I had no experience of driving on ice until my second quarter of college. I was living through my first winter in the far-up-north world of Atlanta, after spending the first nineteen years of my life in sunny South Georgia. It was twenty-five years ago this past week, and classes were out for the MLK holiday. Headed back to campus after having breakfast with friends, I had just pulled out onto the many lanes of Peachtree Street as big flakes of snow fell all around. I hadn't traveled a quarter of a mile when I realized the tires of my Chevy Blazer were not pointed the same way as the steering wheel. I looked up to see that one-hundred yards in front of me a delivery truck was completely stopped in my lane. Time actually slowed down, and I pumped the brakes repeatedly, praying that rubber would connect with road and I would slow down. I didn't. Instead, I ran into and under the elevated liftgate of the truck going no faster than 25 miles an hour. The front of my car was smashed, with the engine block being push up to the windshield. The truck I hit wasn't scratched.
I learned so much in the hour that followed.
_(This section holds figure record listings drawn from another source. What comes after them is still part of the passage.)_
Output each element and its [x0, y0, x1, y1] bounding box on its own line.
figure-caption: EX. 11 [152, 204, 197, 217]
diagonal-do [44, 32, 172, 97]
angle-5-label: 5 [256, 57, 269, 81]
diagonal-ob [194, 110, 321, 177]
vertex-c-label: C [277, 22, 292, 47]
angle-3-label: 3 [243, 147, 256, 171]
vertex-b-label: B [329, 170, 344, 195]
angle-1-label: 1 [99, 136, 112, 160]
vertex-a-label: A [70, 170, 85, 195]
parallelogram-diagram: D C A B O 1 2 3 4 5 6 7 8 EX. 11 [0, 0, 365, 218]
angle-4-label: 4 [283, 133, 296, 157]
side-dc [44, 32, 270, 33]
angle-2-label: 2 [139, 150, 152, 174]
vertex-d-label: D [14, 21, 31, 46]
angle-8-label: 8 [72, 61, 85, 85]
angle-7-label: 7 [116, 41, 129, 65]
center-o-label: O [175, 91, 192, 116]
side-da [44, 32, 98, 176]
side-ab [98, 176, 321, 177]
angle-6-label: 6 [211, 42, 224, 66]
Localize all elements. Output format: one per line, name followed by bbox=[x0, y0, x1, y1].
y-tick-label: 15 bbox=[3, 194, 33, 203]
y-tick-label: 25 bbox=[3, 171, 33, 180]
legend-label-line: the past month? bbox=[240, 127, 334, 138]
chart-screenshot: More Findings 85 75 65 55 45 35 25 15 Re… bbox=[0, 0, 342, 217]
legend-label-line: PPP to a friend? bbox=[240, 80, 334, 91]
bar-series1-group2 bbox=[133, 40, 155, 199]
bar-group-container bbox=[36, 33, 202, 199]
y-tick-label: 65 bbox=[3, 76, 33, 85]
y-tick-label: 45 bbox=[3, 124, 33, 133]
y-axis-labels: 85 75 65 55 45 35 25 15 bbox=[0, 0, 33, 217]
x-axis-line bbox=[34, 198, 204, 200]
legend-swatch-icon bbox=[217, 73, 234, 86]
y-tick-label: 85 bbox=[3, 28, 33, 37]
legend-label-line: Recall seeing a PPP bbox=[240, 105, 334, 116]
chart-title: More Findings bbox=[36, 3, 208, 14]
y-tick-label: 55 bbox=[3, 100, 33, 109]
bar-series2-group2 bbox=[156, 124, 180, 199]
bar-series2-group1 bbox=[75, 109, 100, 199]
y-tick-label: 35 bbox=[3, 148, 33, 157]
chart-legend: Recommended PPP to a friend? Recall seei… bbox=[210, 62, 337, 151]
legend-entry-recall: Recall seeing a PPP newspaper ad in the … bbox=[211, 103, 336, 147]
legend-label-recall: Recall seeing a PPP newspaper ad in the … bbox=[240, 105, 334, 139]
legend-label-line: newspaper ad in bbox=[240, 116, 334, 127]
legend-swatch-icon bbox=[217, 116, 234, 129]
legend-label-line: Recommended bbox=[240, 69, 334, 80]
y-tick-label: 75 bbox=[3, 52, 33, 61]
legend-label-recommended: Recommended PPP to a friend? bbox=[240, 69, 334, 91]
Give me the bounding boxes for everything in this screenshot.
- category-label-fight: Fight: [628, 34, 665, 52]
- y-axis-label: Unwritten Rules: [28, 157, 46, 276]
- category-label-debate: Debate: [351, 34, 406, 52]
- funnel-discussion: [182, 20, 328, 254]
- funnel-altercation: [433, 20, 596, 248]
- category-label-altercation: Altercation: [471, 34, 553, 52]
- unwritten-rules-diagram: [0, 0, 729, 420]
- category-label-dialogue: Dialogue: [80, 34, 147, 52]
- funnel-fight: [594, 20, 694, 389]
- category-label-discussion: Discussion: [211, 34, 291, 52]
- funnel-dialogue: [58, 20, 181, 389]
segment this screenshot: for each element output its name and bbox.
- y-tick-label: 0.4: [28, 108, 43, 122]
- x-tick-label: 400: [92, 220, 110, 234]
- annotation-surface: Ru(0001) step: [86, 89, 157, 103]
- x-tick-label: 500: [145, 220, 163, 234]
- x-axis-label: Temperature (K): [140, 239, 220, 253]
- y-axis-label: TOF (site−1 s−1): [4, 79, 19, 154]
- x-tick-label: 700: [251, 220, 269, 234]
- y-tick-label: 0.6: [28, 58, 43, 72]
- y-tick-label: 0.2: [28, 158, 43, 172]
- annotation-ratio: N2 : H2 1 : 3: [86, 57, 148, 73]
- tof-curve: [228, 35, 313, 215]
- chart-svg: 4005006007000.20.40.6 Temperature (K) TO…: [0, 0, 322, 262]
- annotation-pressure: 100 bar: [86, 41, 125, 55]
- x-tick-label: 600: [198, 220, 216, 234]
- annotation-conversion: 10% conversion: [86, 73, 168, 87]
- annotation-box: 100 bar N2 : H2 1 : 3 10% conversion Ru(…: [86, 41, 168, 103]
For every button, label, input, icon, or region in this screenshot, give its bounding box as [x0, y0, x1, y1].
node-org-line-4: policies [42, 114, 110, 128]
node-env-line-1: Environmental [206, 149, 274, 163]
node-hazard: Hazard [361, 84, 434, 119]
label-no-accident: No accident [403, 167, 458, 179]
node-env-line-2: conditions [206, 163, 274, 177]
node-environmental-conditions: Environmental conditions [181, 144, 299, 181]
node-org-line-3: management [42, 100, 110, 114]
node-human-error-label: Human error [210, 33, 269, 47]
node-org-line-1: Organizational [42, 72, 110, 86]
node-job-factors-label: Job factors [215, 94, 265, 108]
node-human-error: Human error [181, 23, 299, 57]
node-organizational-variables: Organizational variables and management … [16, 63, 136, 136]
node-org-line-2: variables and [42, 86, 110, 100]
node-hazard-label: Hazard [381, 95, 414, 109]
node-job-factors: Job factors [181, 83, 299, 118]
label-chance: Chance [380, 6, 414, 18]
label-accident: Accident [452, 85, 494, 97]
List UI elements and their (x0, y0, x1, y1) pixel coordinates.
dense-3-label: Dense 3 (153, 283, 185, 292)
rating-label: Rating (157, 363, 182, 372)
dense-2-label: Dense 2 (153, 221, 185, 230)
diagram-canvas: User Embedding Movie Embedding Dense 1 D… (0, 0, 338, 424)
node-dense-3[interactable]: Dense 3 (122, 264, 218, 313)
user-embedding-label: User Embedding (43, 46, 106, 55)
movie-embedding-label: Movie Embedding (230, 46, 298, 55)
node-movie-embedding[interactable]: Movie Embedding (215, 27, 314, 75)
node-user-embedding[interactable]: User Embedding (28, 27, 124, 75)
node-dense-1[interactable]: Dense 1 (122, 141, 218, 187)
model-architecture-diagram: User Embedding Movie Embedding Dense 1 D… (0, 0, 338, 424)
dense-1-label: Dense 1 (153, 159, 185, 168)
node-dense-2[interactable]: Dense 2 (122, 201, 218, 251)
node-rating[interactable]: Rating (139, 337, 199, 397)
First, I learned that that section of Peachtree Street is actually a bridge over Interstate 85, and therefore ices before the rest of the road. I learned that the truck was stopped because it was the third car in a chain-reaction crash that had happened some time earlier. I became the fourth. I also learned that law enforcement can opt to not write up an accident if they are busy, as the Atlanta City Police Officer drove off and told us to work it out among ourselves. My parents and my insurance did not like that part of the story. Most of all, I learned that living in Atlanta for six weeks without a car was not much fun.
I am still learning. At the time, I considered it a terrible hardship, resulting in more meals on campus and many more miles walked on foot. It is funny what we think constitutes suffering in our youth. Kids today believe the absence of wi-fi is cruel and unusual punishment. If I am so fortunate, what I will look back on in another twenty-five years and recognize was not as difficult as it seemed at the time?